SF Chronicle, today,
”A 15-year-old boy has been charged in the Dec. 20 fatal shooting and robbery of a 17-year-old Torian Hughes in West Oakland.
The suspect, whose name was not released because of his age, is also charged with robbing a 16-year-old boy who was with Hughes.”
Please take a minute to breathe and reflect. A child has been shot down on the streets of Oakland and another child did the shooting. Both are tragedies, and I can bet you both are victims. Unfortunately this happens so much that is hardly news…But it should be.
I know a little bit about this, not this case, but the kids who become shooters. One of my close family is that kid, grew up in the Lower Bottoms, got substandard schooling, had a lot of issues and trauma. And he found himself out on the street at 18.

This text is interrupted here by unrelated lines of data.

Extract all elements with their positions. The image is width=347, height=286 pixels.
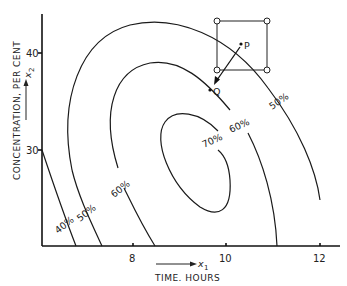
x-tick-12: 12	[313, 253, 326, 264]
x-tick-10: 10	[219, 253, 232, 264]
y-axis-label: CONCENTRATION, PER CENT	[12, 41, 22, 180]
contour-label-60-right: 60%	[227, 116, 251, 135]
svg-text:x: x	[197, 258, 204, 269]
contour-label-50-right: 50%	[267, 91, 291, 112]
y-variable-arrow: x 2	[22, 68, 36, 120]
point-p-icon	[239, 42, 242, 45]
contour-label-40: 40%	[52, 214, 75, 236]
point-q-label: Q	[213, 86, 220, 97]
contour-60	[110, 62, 230, 168]
design-point-icon	[214, 67, 220, 73]
contour-label-70: 70%	[200, 131, 224, 150]
contour-50	[68, 22, 320, 200]
point-p-label: P	[244, 40, 250, 51]
design-point-icon	[264, 18, 270, 24]
contour-70	[161, 114, 230, 212]
design-point-icon	[214, 18, 220, 24]
svg-text:CONCENTRATION, PER CENT: CONCENTRATION, PER CENT	[12, 41, 22, 180]
contour-diagram: 40 30 8 10 12 CONCENTRATION, PER CENT x …	[0, 0, 347, 286]
x-tick-8: 8	[129, 253, 135, 264]
y-tick-30: 30	[26, 145, 39, 156]
svg-text:1: 1	[204, 264, 208, 272]
contour-label-50-left: 50%	[74, 202, 97, 224]
svg-text:2: 2	[28, 68, 36, 72]
svg-text:x: x	[22, 72, 33, 79]
point-q-icon	[208, 88, 211, 91]
x-variable-arrow: x 1	[156, 258, 208, 272]
arrow-up-icon	[24, 79, 29, 86]
y-tick-40: 40	[26, 48, 39, 59]
arrow-right-icon	[190, 262, 197, 267]
design-point-icon	[264, 67, 270, 73]
design-square	[214, 18, 270, 73]
x-axis-label: TIME. HOURS	[154, 273, 220, 283]
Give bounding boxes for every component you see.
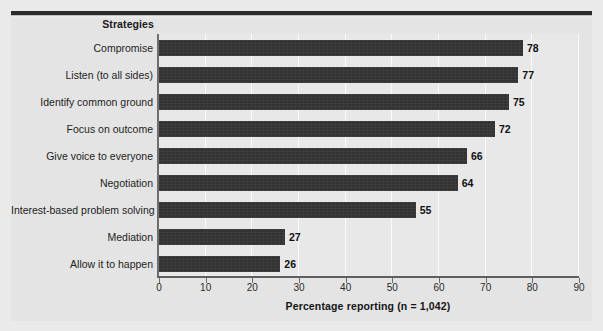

We did get him into community college, and he started, but he had money woes, and family problems, and was kicked out of his house. And when he left there, the streets were there to claim him. He knew the streets and the gangs, they were where he grew up and who he hung with, many of them were literally his family.
I was out of the country then, but when I would come back he would talk about being shot at, and some of the dangers. He was using drugs then, serious drugs, and he was doing bad things. And the reality of it was that when you don’t have a home or rent, you pay for that roof and sleeping couch somehow, and that somehow was doing dirt, with and for the people he stayed with.
On drugs, and out of control, he shot someone in a robbery, no good reason to do it. If you ask him now why he did it, he couldn’t give a good reason. And I know that some folks had a hard time hearing it, but he really was/is a good kid/man.
And going to his sentencing, and reading everything that happened to him—really a life shuttling between abuse and neglect, and I read about abuse I didn’t even know about. He was a traumatized and hopeless kid. When you don’t have hope you don’t care about anyone else really. If your life is not valued by society, how can you see its value or the value of others’.
When he was probably around 12 I asked him what he wanted to be when he grows up—he said, “alive”.
When we celebrated his 18th birthday, he said he never thought he would make it to 18, and we celebrated that he did.
I was in the courtroom for sentencing, originally facing 18 years to life, he admitted his role, while deliberately not implicating anyone else (you know that whole no snitching thing). He got 8 years, and was led away in shackles, no hugs, can’t even raise your hand to wave goodbye. Its an experience that still makes me shudder.
He’s out now, older wiser, struggling, but holding down a job, relationship, being a dad, going to school to get a better job.
And I love this kid, I would trust my life, family and home with him. He’s a good young man, really just struggling to make it.
I think back around what if his life was different, if he wasn’t in foster care, if his parents were there to care for him and protect him, if these experiences that would break most kids didn’t happen.
He wasn’t a born shooter, we made him, and I think that age, love, and experience have unmade him from that.
There is no easy answer to the plague of violence in Oakland, or the seeming unending line of kids who are raised on the streets, who don’t feel valued by anyone and therefore don’t value others. But we need to start somewhere in showing every child in Oakland that they are loved and cared for, if not by their family, by the broader community, in schools, supplementary programs or mentoring.
Abuse, neglect, and alienation are the parents of a shooter, while love, caring community, and acceptance are the antidotes. Oakland, we need to do better in embracing our often challenging and disaffected youth, if not for their sake. For ours.